Another spectacular day
/This is the view from our apartment which we are quite enjoying. And boy have we lucked out with the weather- wow!Dinner last night with Elia's to-be in laws was such fun; full of happiness, love and warmth. There was a bag of Legos the size of an extra-large carry on, and despite the children having no more than 10 words in the same language in common, the bricks were a grand equalizer and they all played happily for nearly 5 hours. My Italian has come back surprisingly well, and I've had some lovely conversations with local vendors and other folks. Being conversant, even in the most basic way, adds such depth to travel abroad. It supplants part of the touristic otherness with something more personal and real. When in countries with languages totally foreign to me -Germany! Hungary! Czech Republic!- I always feel so impotent, as if I'm a seed being blown about by the wind, lacking any and all control, rather than a more solid structure. You can be as zen as you want to be about it, but I like to try and live as the locals do, as under the stranieri radar as possible, and I am immensely grateful for the myriad opportunities, meager and more solid, linguistic abilities have facilitated.
I did, towards the end of the evening when everyone was exhausted by the mental effort of translating and cobbling together words and phrases -forget the verb conjugations!- tell Michele's family in trying to assuage their fears about gators in the bayou behind my parents' home in Louisiana that "we are a gun/rifle" rather than "we have one." Ah well!
Last pic: the arch in the Piazza della Repubblica.
Peeps, my parents don't really have a rifle. You call the sheriff and he brings his and takes care of the gator if it's too big to relocate. This is all true!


WHAT TO WORK ON
Retype exactly the stretch of lines that begins at the line containing "Output the bbox for <b>tree</b>." and ends at the last line of the data, with no other lines.

*** Opening of MATERIALS PROVIDED ***

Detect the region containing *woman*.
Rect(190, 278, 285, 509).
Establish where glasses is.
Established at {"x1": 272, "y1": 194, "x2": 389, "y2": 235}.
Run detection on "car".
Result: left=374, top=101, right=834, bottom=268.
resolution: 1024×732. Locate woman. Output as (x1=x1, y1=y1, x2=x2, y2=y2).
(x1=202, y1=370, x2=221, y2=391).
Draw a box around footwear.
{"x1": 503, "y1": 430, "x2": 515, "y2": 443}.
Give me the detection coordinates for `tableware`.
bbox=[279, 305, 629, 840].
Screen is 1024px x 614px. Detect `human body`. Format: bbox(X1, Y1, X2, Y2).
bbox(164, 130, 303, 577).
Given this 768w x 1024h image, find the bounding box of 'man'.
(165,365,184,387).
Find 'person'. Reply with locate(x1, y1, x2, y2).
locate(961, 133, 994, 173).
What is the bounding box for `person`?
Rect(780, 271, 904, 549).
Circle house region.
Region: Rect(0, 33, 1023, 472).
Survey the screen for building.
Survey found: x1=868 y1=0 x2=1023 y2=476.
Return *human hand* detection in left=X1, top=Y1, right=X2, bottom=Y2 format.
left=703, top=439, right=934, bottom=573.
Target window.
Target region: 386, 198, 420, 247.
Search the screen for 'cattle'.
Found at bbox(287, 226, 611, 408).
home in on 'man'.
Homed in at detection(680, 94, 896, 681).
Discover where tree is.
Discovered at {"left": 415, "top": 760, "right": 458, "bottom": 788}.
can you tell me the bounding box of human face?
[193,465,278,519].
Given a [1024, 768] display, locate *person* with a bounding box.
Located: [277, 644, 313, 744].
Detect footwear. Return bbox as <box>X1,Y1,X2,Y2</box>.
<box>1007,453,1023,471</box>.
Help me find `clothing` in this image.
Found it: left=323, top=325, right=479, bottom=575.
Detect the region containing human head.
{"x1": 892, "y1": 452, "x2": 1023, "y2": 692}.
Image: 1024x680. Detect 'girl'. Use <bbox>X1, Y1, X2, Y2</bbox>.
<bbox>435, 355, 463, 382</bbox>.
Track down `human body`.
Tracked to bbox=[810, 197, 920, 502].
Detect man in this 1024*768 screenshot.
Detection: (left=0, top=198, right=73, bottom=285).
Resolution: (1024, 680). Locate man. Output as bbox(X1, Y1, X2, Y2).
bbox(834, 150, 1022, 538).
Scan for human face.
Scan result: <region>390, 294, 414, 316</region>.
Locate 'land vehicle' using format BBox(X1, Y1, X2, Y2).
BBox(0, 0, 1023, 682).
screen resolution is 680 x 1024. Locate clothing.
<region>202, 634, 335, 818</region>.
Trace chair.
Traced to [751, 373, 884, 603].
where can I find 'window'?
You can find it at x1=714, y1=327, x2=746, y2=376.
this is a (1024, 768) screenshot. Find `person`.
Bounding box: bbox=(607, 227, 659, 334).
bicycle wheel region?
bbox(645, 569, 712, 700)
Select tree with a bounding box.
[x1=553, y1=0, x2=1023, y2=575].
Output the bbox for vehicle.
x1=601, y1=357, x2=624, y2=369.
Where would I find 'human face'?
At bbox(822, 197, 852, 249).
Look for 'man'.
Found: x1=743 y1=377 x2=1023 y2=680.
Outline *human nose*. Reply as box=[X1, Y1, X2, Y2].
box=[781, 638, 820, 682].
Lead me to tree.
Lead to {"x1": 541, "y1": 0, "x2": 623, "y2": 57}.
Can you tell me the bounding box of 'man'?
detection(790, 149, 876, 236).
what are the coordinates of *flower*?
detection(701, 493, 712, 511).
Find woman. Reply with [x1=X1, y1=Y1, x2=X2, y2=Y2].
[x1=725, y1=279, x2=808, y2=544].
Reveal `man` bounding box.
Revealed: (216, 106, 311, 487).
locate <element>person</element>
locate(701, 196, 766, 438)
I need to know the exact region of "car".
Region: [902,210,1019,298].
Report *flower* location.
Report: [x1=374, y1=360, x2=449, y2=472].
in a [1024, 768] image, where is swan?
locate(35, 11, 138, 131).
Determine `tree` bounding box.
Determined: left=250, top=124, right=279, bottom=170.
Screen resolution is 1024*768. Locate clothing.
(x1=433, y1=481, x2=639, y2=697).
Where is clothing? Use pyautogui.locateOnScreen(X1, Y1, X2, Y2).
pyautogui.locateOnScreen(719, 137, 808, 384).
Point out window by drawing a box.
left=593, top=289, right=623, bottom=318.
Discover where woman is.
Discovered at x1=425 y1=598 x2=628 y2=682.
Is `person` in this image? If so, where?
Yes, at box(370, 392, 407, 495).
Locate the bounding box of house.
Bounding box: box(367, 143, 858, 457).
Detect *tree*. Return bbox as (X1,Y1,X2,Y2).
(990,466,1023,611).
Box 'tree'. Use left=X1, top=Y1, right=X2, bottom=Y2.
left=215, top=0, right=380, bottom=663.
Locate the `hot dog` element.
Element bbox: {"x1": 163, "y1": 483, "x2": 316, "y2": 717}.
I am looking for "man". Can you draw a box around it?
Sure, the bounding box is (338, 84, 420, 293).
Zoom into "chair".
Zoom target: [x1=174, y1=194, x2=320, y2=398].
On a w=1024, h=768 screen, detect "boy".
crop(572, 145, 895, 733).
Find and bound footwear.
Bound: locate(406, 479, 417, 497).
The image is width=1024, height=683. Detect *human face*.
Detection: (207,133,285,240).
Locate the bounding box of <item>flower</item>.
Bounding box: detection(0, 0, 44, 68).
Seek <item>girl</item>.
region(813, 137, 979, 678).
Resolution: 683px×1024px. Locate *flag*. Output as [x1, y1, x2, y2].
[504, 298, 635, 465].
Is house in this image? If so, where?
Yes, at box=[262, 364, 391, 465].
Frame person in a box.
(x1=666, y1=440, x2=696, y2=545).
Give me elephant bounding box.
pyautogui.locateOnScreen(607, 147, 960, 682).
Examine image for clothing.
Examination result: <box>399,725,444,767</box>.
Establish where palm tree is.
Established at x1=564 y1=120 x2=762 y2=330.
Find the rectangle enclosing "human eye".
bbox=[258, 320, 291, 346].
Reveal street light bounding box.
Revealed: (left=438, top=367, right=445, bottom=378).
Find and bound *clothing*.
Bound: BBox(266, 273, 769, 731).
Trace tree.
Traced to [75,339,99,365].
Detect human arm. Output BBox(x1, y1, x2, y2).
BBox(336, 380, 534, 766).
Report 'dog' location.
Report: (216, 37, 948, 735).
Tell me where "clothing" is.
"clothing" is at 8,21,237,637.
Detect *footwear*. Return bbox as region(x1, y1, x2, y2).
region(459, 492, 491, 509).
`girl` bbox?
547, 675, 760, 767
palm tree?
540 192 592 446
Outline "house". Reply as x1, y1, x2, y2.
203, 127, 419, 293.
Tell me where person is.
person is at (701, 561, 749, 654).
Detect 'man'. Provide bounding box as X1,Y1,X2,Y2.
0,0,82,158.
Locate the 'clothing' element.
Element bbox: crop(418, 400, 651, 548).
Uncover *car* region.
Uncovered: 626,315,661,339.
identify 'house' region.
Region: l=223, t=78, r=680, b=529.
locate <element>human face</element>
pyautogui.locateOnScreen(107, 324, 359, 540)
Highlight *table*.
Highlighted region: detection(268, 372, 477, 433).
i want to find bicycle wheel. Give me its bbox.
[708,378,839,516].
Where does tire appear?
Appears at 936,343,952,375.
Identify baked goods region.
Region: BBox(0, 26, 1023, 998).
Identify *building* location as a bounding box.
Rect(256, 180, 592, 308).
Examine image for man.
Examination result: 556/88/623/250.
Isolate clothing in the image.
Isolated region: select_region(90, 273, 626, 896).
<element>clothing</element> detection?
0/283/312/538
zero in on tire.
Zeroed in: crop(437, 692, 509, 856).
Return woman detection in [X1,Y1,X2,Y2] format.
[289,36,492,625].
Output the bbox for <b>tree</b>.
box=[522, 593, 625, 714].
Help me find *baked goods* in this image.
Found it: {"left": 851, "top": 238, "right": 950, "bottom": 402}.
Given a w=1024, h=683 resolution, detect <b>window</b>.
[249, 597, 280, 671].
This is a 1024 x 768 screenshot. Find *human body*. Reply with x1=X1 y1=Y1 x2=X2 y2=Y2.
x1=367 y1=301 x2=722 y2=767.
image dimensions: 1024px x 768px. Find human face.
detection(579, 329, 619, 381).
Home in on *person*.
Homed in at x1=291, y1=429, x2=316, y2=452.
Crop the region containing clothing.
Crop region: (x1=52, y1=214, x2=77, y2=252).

*** Close of MATERIALS PROVIDED ***

ANSWER
Output the bbox for <b>tree</b>.
box=[522, 593, 625, 714].
Help me find *baked goods* in this image.
Found it: {"left": 851, "top": 238, "right": 950, "bottom": 402}.
Given a w=1024, h=683 resolution, detect <b>window</b>.
[249, 597, 280, 671].
This is a 1024 x 768 screenshot. Find *human body*. Reply with x1=X1 y1=Y1 x2=X2 y2=Y2.
x1=367 y1=301 x2=722 y2=767.
image dimensions: 1024px x 768px. Find human face.
detection(579, 329, 619, 381).
Home in on *person*.
Homed in at x1=291, y1=429, x2=316, y2=452.
Crop the region containing clothing.
Crop region: (x1=52, y1=214, x2=77, y2=252).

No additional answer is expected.